Can HR and Marketing Combine to Form a Solid Recruitment Strategy?

30th May 2018

On the surface, marketing and Human Resources (HR) might seem worlds apart in terms of what they offer. However, dig a little bit beneath the surface of these two different departments and you’ll find that they actually share strikingly similar principles!

Understanding Human Resources’ Role in Recruitment

What’s the most important factor people look for when applying for a job? Well, aside from the paycheck, it’s the company’s reputation, morals and ethos. Simply put, you’d rather work for a business you respect and enjoy working for… than one you don’t.

So, if you’re looking to hire great talent, your HR department needs to understand the importance of employer branding. While this strategy could cost more, the chance to secure employees that will greatly benefit your business is an opportunity too good to miss. This is why marketing and HR need to work together, since HR understands the importance of company morale, beliefs, and values, and marketing knows how to inject creativity and innovation into campaigns.

Today, we’re going to be looking at one specific branch of marketing to discover if it’s an effective recruitment strategy, and that branch is direct mail marketing.

Does Direct Mail Work for Recruiting?

You might already be asking the question ‘what does direct mail have to do with recruitment?’

Well, it turns out that direct mail might hold some advantages over other recruitment strategies. One campaign that highlighted direct mail’s recruitment success was Davis Advertising (Philidelphia). He highlighted the importance of using direct mail to recruit employees within a reasonable commuting distance using mailing lists.

Why? Because in his words, “no other medium reaches a higher concentration of our geo-targeted audience.” Even if you’re mailing to a small audience (3,000 to 5,000), if you’re targeting people who have shown an interest in what you’re offering, then it’s likely your response rate will be positive.

So, what makes a good campaign? How do you engage potential employees with something that drops through their letterbox? Let’s see how Air Force FM did it…

The Success of the Air Force FM Campaign

Arguably, the most successful and well-known direct mail campaign was the Air Force FM campaign. The campaign was simple and innovative, because it encouraged its recipients to design a radio to hear the secret transmission once completed.

The campaign worked for many reasons: their target audience was perfect for the campaign (university engineering students), it was innovative, and it came with a major challenge—no instructions! Once they assembled the radio, the recipients received a fast track to an exciting career in engineering. Plus, even those who didn’t end up applying for the course had a great time fiddling and tinkering with the radio, it’s something that engaged and inspired students and creatives alike.

Sure, it’s not as if this campaign immediately found the perfect candidates for their university, but what it did do was send a message and encourage recipients to immerse themselves with their product. And it worked!

Are There Ways Where It Won’t Work?

The short answer is yes. When you’re recruiting, if you’re contacting people who haven’t shown interest in what you’re offering (service, product, company etc) then you’re going to be looking at a diabolical response rate. Let’s put this into direct mailing terms: if you’re sending out recruitment flyers to a cold list, not only will your ROI suffer but you’ll be burning money, fast. The same concept is applicable to almost every recruitment structure: know your target audience.

You need to be sending your recruitment campaigns to people who have either already done business with you, or people who have shown a legitimate interest in what you’re offering. This is where data cleaning is so important. Not only does it save you money on print and postage duplication and those who have move property, but it also highlights and removes the deceased from the mailing list.

How Marketing Can Learn from Human Resources

What marketing (and direct mail) and HR share in common is that both focus on building relationships with your customers.

By working alongside HR, marketing departments will be able to engage effectively with employees on a more personal level, something that marketers rarely explore. HR’s core principles are in their organisation, people’s beliefs, and their values. Combining these can only lead to better customer communication and understanding, and this spells good news for direct mail, which heavily relies on getting personal with customers and maintaining healthy relationships.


## Work request:
This exercise asks for an exact copy of every entry below, with pictures omitted.

## Exercise inputs:
········

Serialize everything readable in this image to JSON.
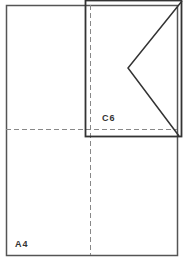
{
  "diagram": {
    "sheet": {
      "label": "A4",
      "x": 6,
      "y": 5,
      "width": 171,
      "height": 250
    },
    "envelope": {
      "label": "C6",
      "x": 85,
      "y": 0,
      "width": 97,
      "height": 137
    },
    "fold_lines": {
      "vertical_x": 90,
      "horizontal_y": 129
    },
    "flap": {
      "top": [
        182,
        0
      ],
      "apex": [
        128,
        68
      ],
      "bottom": [
        179,
        136
      ]
    },
    "colors": {
      "line": "#333333",
      "dash": "#888888",
      "background": "#ffffff"
    }
  }
}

········

## Reply to the exercise:
Serialize everything readable in this image to JSON.
{
  "diagram": {
    "sheet": {
      "label": "A4",
      "x": 6,
      "y": 5,
      "width": 171,
      "height": 250
    },
    "envelope": {
      "label": "C6",
      "x": 85,
      "y": 0,
      "width": 97,
      "height": 137
    },
    "fold_lines": {
      "vertical_x": 90,
      "horizontal_y": 129
    },
    "flap": {
      "top": [
        182,
        0
      ],
      "apex": [
        128,
        68
      ],
      "bottom": [
        179,
        136
      ]
    },
    "colors": {
      "line": "#333333",
      "dash": "#888888",
      "background": "#ffffff"
    }
  }
}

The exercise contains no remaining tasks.